The first was the Royal Shakespeare Company’s Julius Caesar directed by Atri Banerjee and described by the EDP as “one of the best things [the writer] had seen onstage in years”. My neighbour very kindly took me to see this, and upon entering the theatre, we could have been forgiven for feeling sceptical. The set (consisting of what appeared to be one square block centre-stage) bore an unnerving resemblance to the set of RSC’s Romeo and Juliet… which came to the Theatre Royal several years ago and was a decidedly mixed bag. We stared at each other from the corners of our eyes and made a quiet agreement that we could leave the theatre halfway through if it was dire.

Freddy Lowe

Fools were we ever! This production of Julius Caesar is stunning and earns its EDP review with flying colours. Bizarrely, it even opens with a dance number. Accompanied by shrill, warbling screams of darkly-clad actresses, the youthful cast performs slow-motion dance moves whilst shadowy images of the Earth and sun are projected behind them.

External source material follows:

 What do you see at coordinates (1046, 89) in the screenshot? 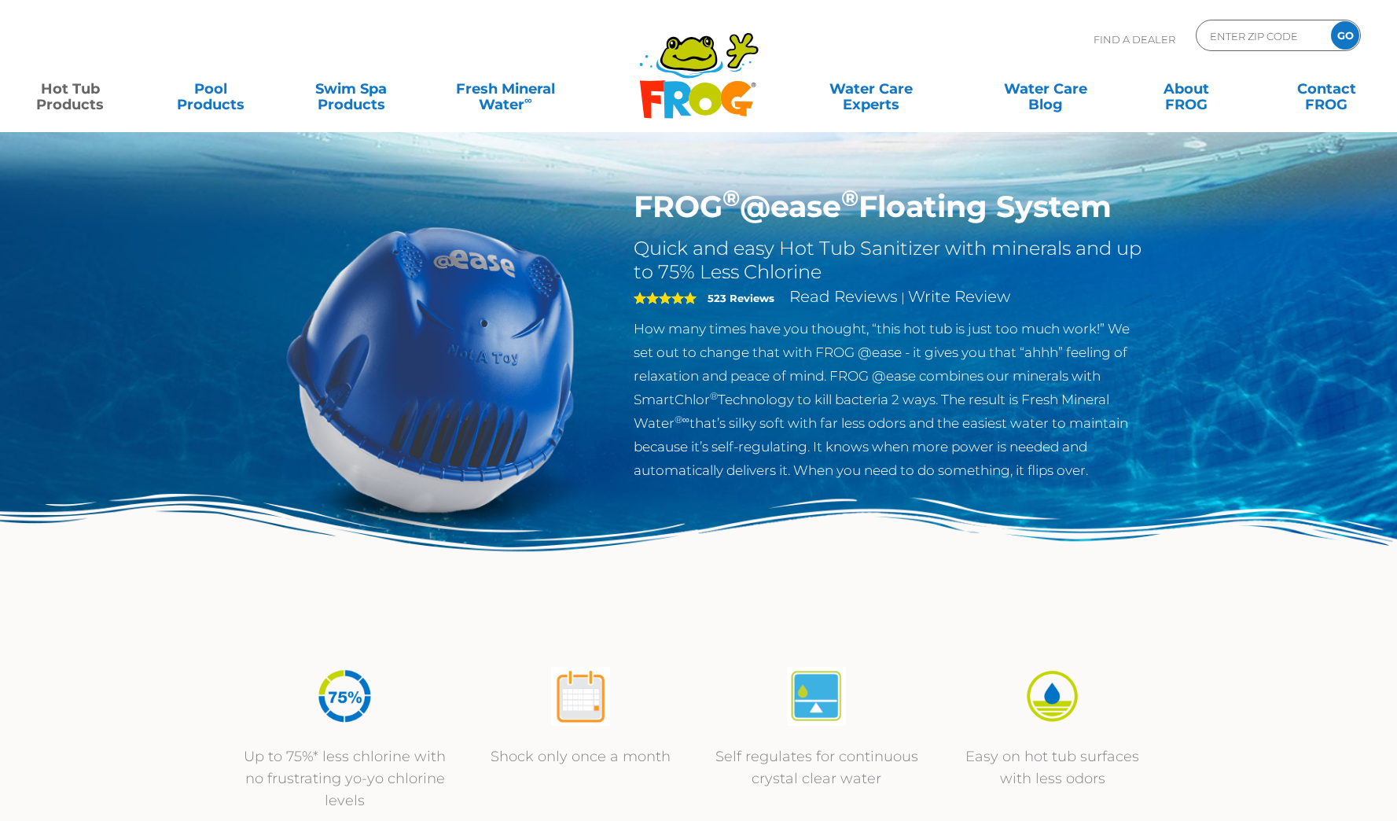
I see `a: Water CareBlog` at bounding box center [1046, 89].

This back-projection continues throughout the performance. This unapologetic rejection of naturalistic theatre, whilst potentially alienating to traditionalists, provides a phenomenal onstage visual spectacle. The production maintains its brilliance throughout. Shakespeare English Lit students will also be rewarded: the frequent back-projection of the sun moving planets on stage even leans into the original script’s ecopolitics, regarding how storms and shifting forces in the natural world influence the plot.

The second was a musical called The Land of Might-Have-Been about Vera Brittain and her brother Edward. She was a feisty proto-feminist who sought to go to Oxford University; he was gay (at a time when it was illegal). They both fall in love, then World War One hits, and what follows is a true-to-history saga that is simultaneously dark and uplifting. The musical’s songs are taken and reinterpreted from the oeuvre of Ivor Novello.

Once again, I was accompanied by my lovely neighbour, this time joined by two other older ladies who were also staunch feminists and already knew a lot about Vera Brittain. I knew next-to-nothing about her but could claim some stake in the conversation by having seen Ivor Novello in Alfred Hitchcock’s film The Lodger. Teens like me may benefit from attending the play with people who know about the issues involved far more intimately, but it will provide you with a moving and stirring night of theatre regardless. It is a new production and deserves all the word-of-mouth possible.